Montgomery OKs cell phones for middle schoolers

Published June 28, 2006 4:00am ET



Much to the displeasure of middle school principals, students in two or three Montgomery County middle schools next year will be allowed to carry cell phones with them even if they haven’t gotten a permission slip signed in advance.

At a county Board of Education meeting that ran late into Monday night, board members voted to support a one-year pilot program to see, as Board member Patricia O’Neill put it, if “the sky would fall” if all sixth-, seventh- and eighth-graders were given free reign to take cell phones to school.

“We’ll ask two or three schools to pilot the idea … or we can do what the Army does and make them volunteer,” O’Neill said. “Then they’ll come back after the school year and give us a report.”

For the past five years, district policy has been that high schoolers can carry cell phones carte blanche so long as they shut off their ringers during class time. Meanwhile, their younger counterparts areonly allowed to do so if they have a signed parental waiver that the phone is necessary for medical or safety reasons.

All board members present except for Gabe Romero said educators need to deal with the reality that the phones are around in schools, not hide from it by continuing with the waiver requirement.

“I believe even in a small 800-person school you have 200, 300 kids with phones,” O’Neill said. “Somewhere down the line we made this a hassle in getting a waiver.”

The agenda item was supposed to merely be a discussion item to hear both sides of the debate until outgoing Student Board member Sebastian Johnson introduced a resolution to scrap waivers outright. The resolution, though, was modified to make way for a small pilot program to test the concept of waiver-free phone carrying.

According to school tallies, the 38 district middle schools had an average of 46 students each with waivers last year. Sebastian agreed with O’Neill that far more students are bringing phones to school than that sum, signaling that the policy is just not working.

“There’s a big discrepancy between what we are calling for in our policy and what’s happening in the schools,” he said. “If no one has the waiver you are not getting the message out about proper cell use … so it’s ineffective.”

Edward Clarke, Montgomery County Public Schools safety director, said he has serious safety and security concerns if all middle schoolers are allowed to have cell phones. He cited as an example two incidents in which students used their cell phones to call parents about potential emergencies before administrators could get correct information out.

“It’s like a game of telephone,” Clarke said, “rumors fly so rapidly.”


Exercise directions
Below are some entries; reproduce them exactly and leave every picture out.

Image-backed grounding data

═══

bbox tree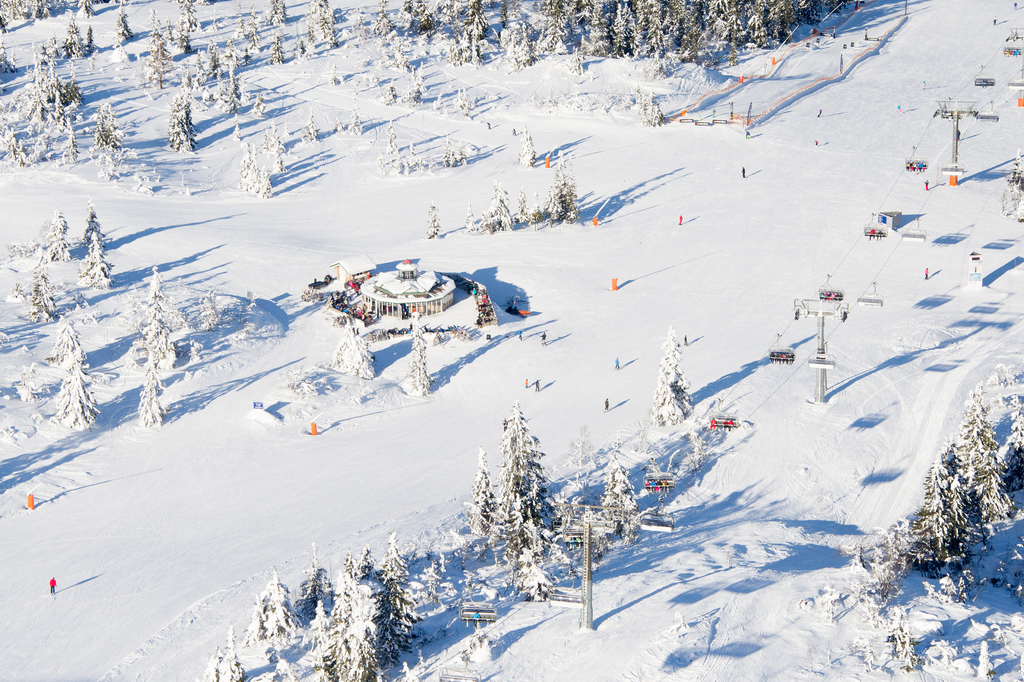
30,258,56,317
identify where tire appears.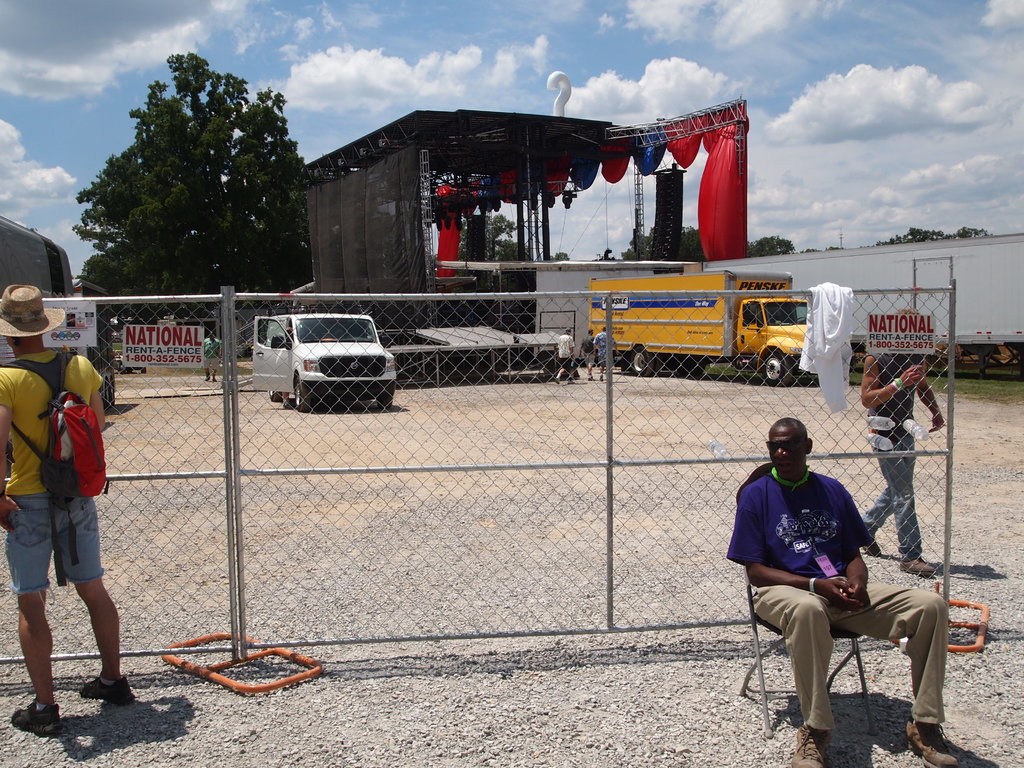
Appears at 763 346 790 382.
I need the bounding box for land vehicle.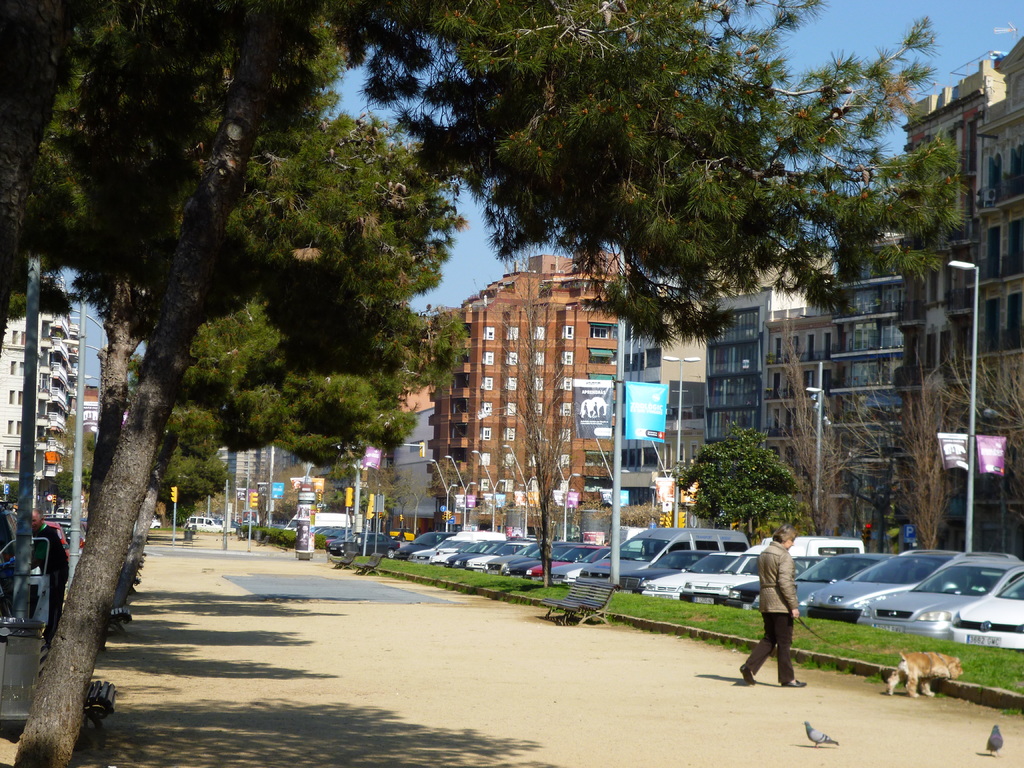
Here it is: [326, 531, 399, 559].
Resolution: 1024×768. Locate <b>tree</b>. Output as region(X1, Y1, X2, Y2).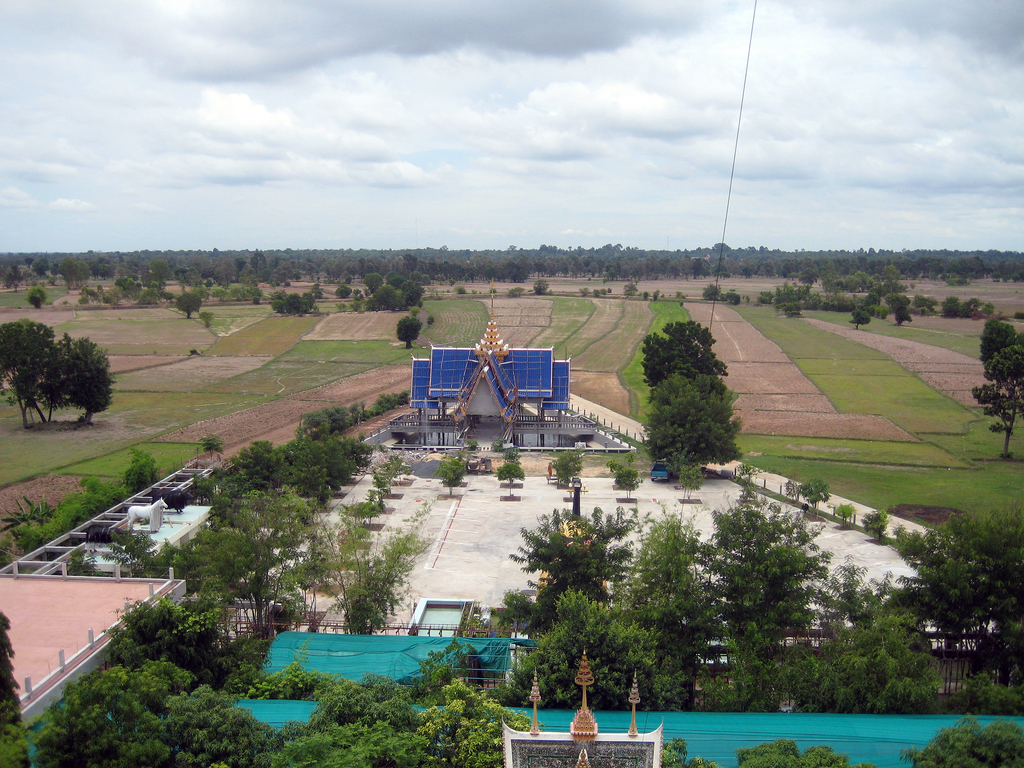
region(0, 317, 58, 428).
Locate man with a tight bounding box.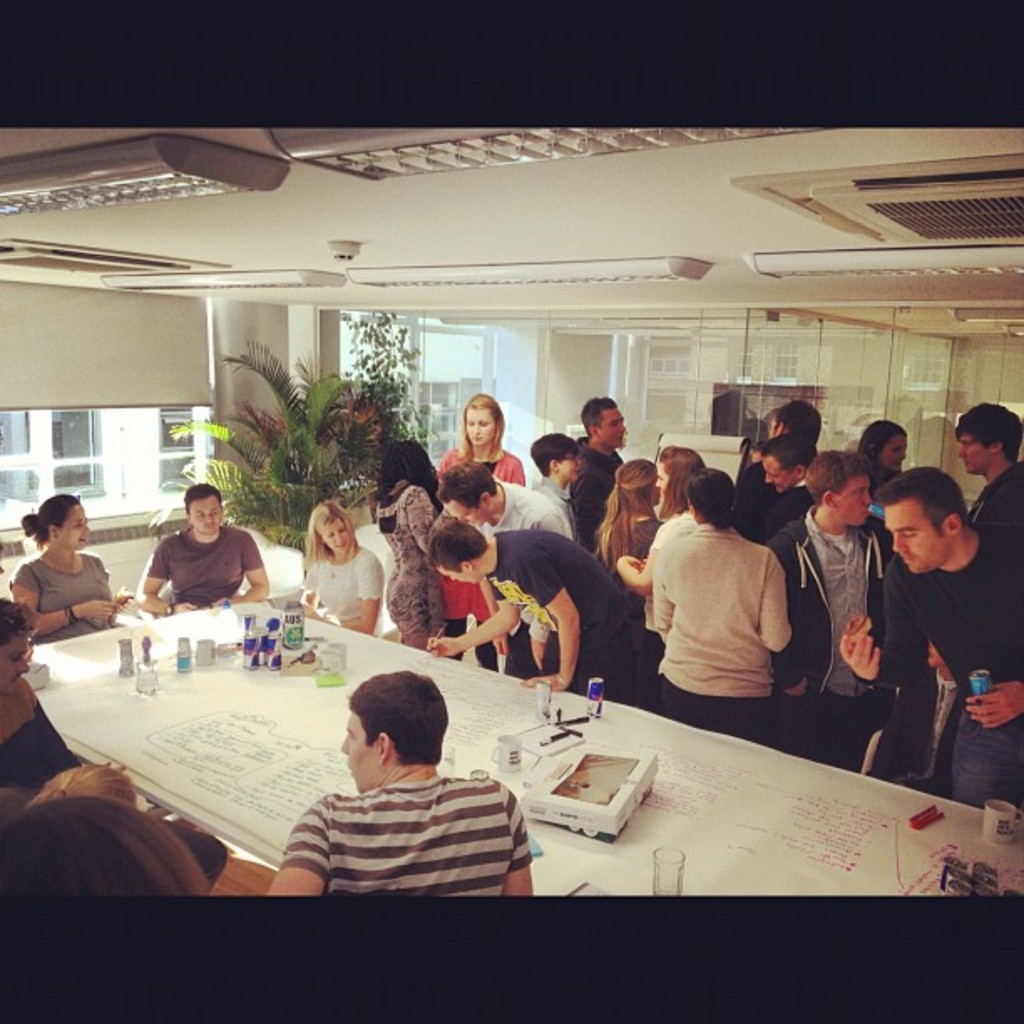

═══

Answer area
bbox tree
30,258,56,317
identify where tire appears.
Appears at 763 346 790 382.
I need the bounding box for land vehicle.
Here it is: [326, 531, 399, 559].
Resolution: 1024×768. Locate <b>tree</b>. Output as region(X1, Y1, X2, Y2).
region(0, 317, 58, 428).
Locate man with a tight bounding box.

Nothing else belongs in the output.